[First Published on Thursday 21st July 2011]
This archive item is a window onto issues as they appeared at the time. It contains facts and opinions which may have been superseded by subsequent events.
After a six-month inquiry, the Lords Constitution Select Committee has published a report on the process of constitutional change.
The Committee argues that the current situation in the UK, where there is no agreed mechanism for constitutional change and governments are able to “pick and choose” which processes apply to various proposals for constitutional reform, is unacceptable.
Their recommendation is that there should be a “clear and consistent process” applied to all cases of “significant constitutional change”.
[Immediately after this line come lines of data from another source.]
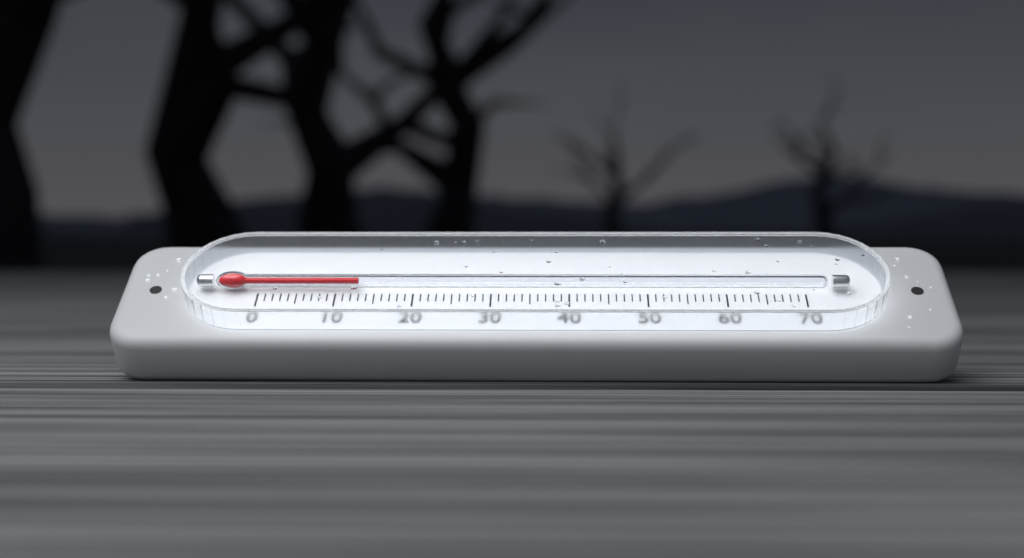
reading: 13 (no unit)
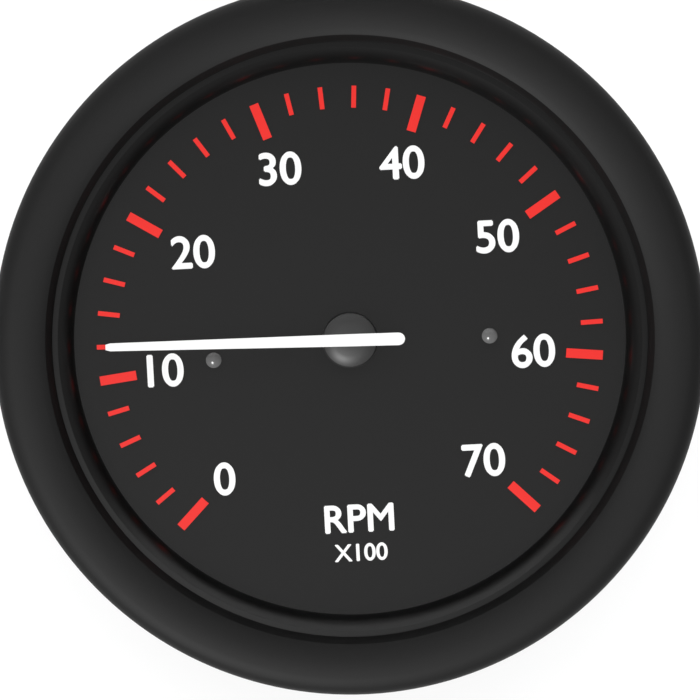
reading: 12 RPM x100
The report’s summary states that;
We regard it as essential that, prior to the introduction of a bill which provides for significant constitutional change, the government:
- Subject the proposals to detailed scrutiny in the Cabinet and its committees, consult widely,
- Publish green and white papers, and
- Subject the bill to pre-legislative scrutiny
To ensure compliance with these recommendations, the Committee suggests that the minister responsible for a significant constitutional bill in both the Commons and the Lords should provide a written ministerial statement explaining whether the bill has been subject to each of these processes.
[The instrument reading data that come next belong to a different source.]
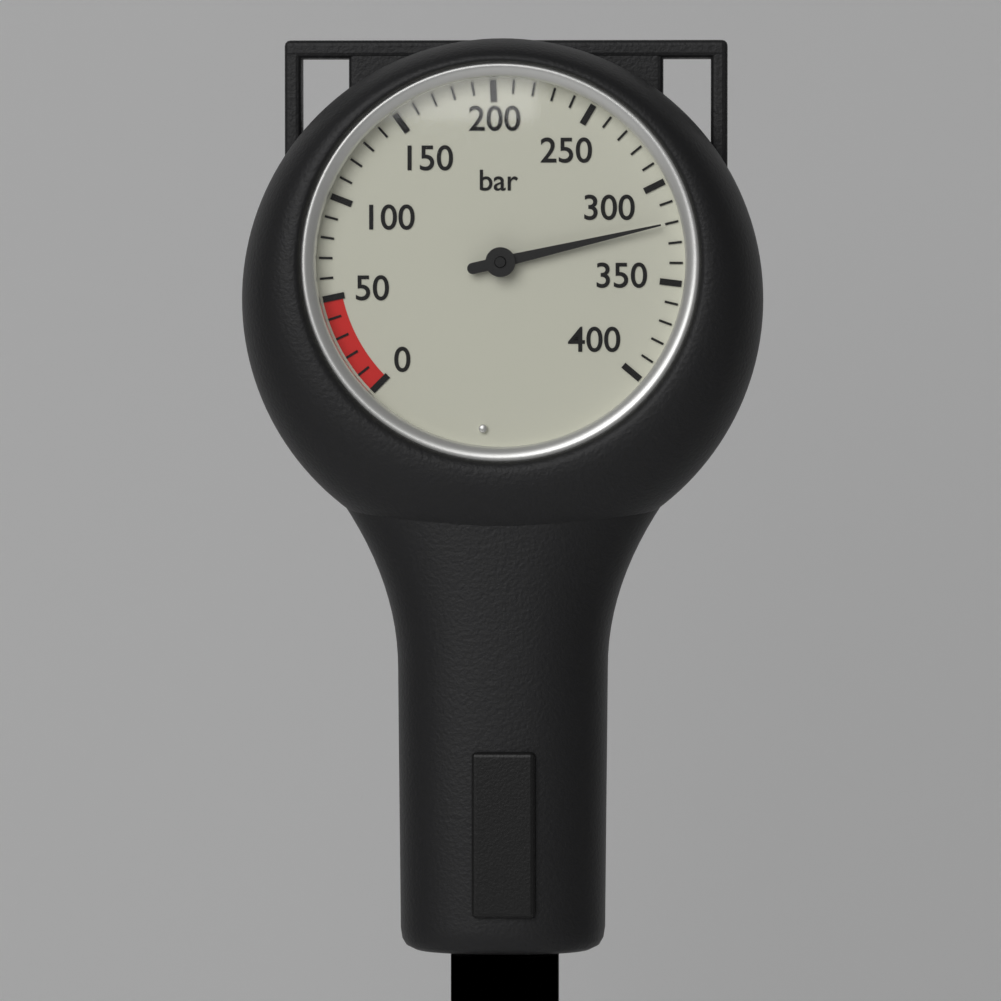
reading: 320 bar
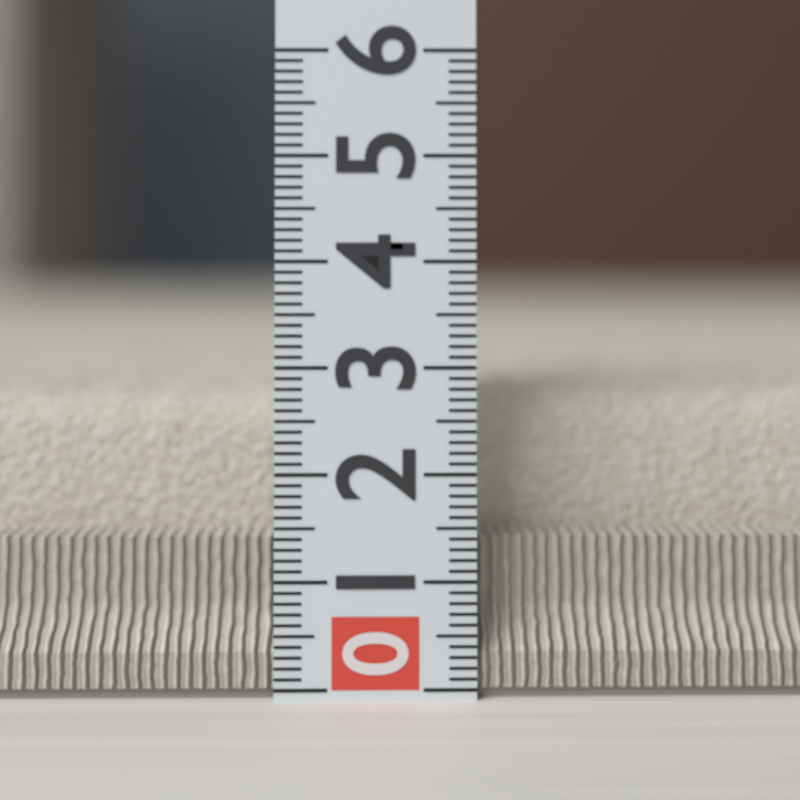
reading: 2.8 (no unit)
Key to these recommendations is of course the difficult definition of “significant constitutional change”. Though the Committee accepts that it cannot offer a “watertight definition of what is constitutional”, it suggests that Professor Sir John Baker’s list of constitutional proposals to which special measures could be applied provides “a useful guide to the principal measures which would fall under the rubric of significant constitutional change”;
Sir John Baker defines the following as “constitutional”;
- Any alteration to the structure and composition of Parliament;
- Any alteration to the powers of Parliament, or any transfer of power, as by devolution or international treaty, which would in practice be difficult to reverse;
- Any alteration to the succession to the Crown or the functions of the monarch;
- Any substantial alteration to the balance of power between Parliament and government, including the conferment of unduly broad or ill-defined powers to legislate by order;
- Any substantial alteration to the balance of power between central government and local authorities;
- Any substantial alteration to the establishment and jurisdiction of the courts of law, including any measure that would place the exercise of power beyond the purview of the courts, or which would affect the independence of the judiciary;
- Any substantial alteration to the establishment of the Church of England;
- Any substantial alteration to the liberties of the subject, including the right to habeas corpus and trial by jury.
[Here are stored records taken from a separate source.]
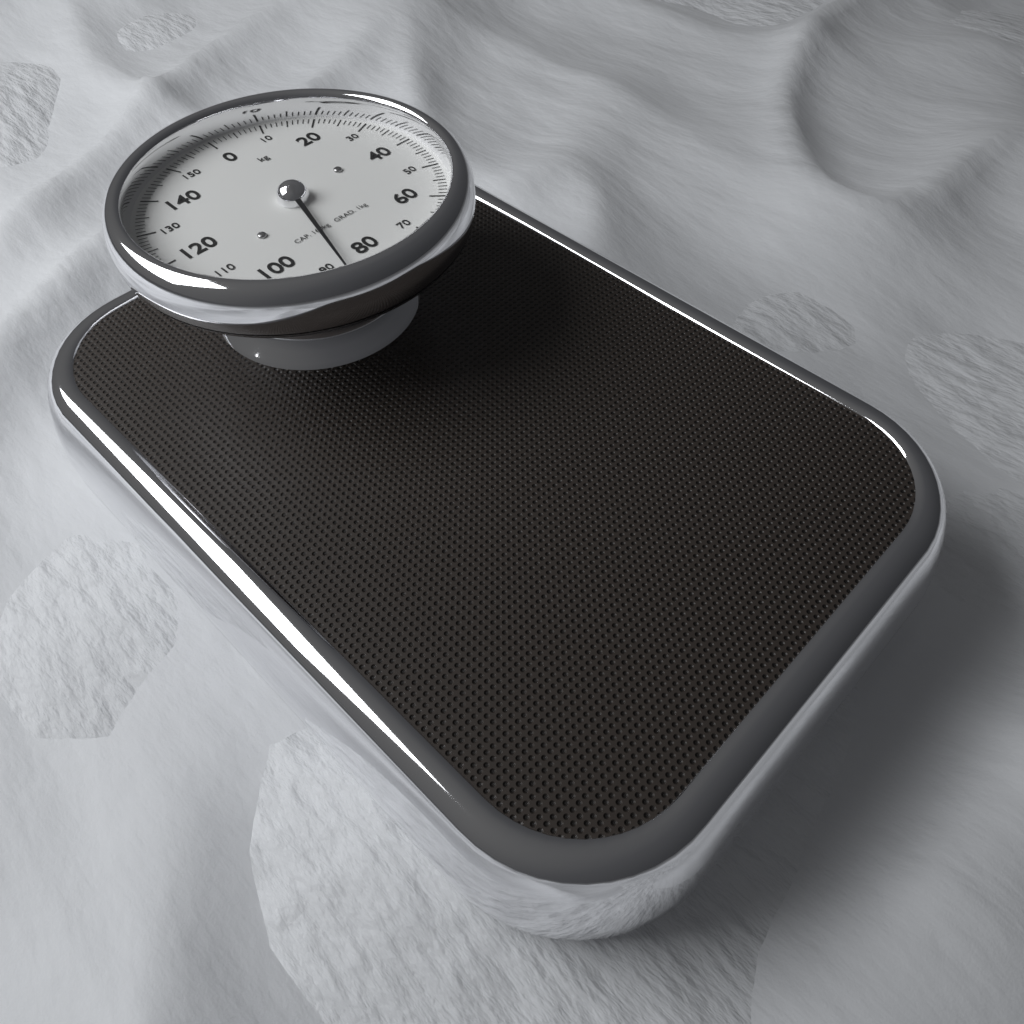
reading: 87 kg
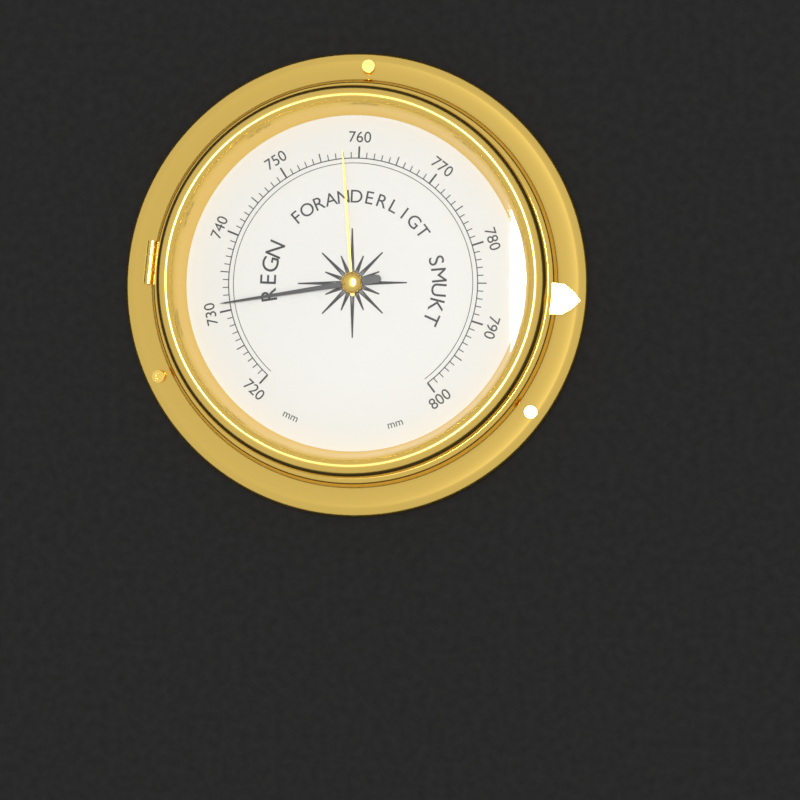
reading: 731 mm
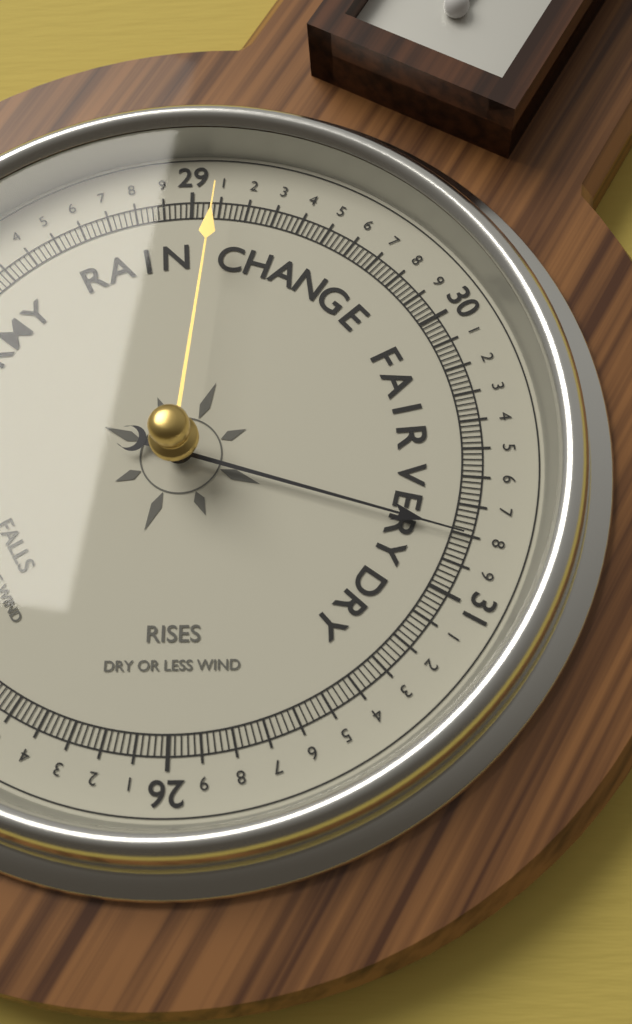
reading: 30.80 (no unit)
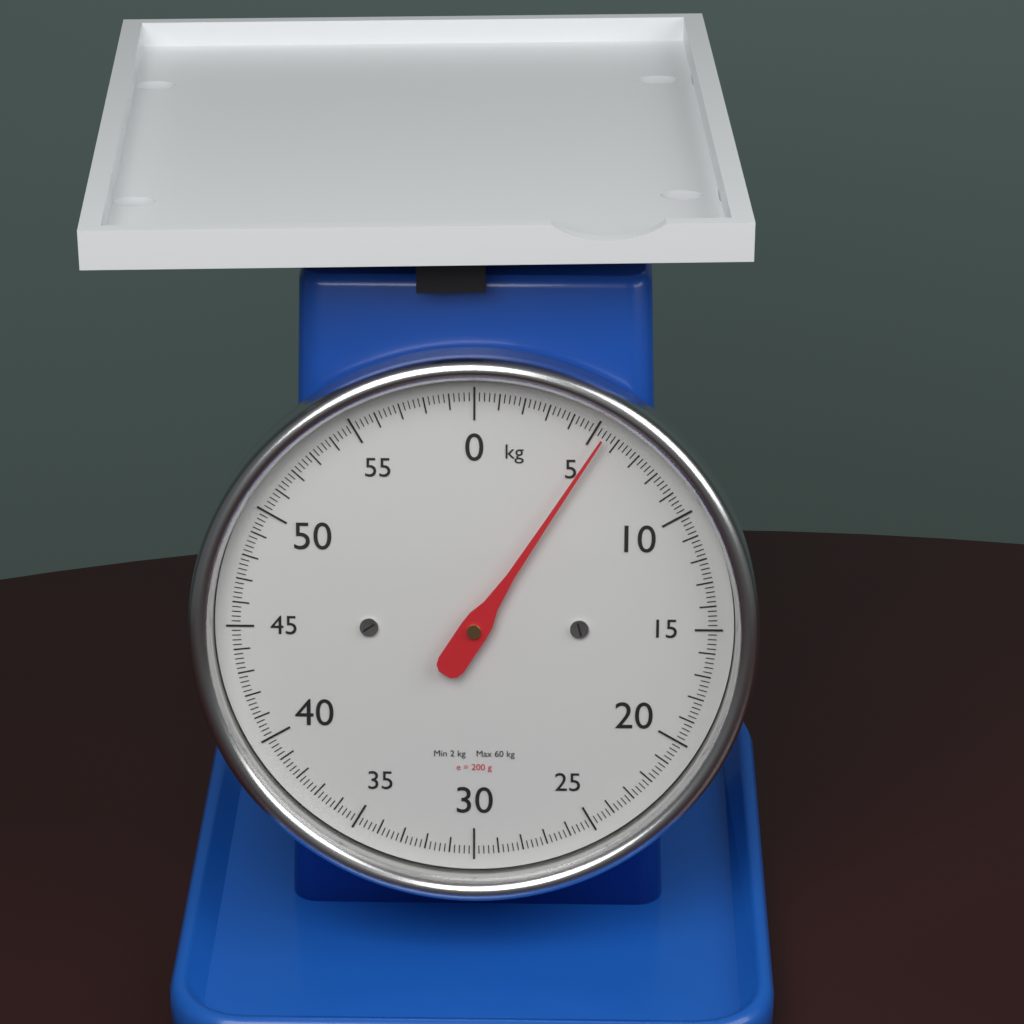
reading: 5.4 kg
The enactment of any such proposal would, the Committee argues, alter “the foundation upon which law and government are built”. As such, it should not be in the government’s power to decide what process leads to their ratification. The Committee hopes that its recommendations are “pragmatic and achievable”, “enabling the flexibility of the United Kingdom’s current constitutional arrangements to be retained whilst enhancing and underpinning those arrangements.”
This publication presents the personal views of the author and not those of The Constitution Society, which publishes it as a contribution to debate on this important subject.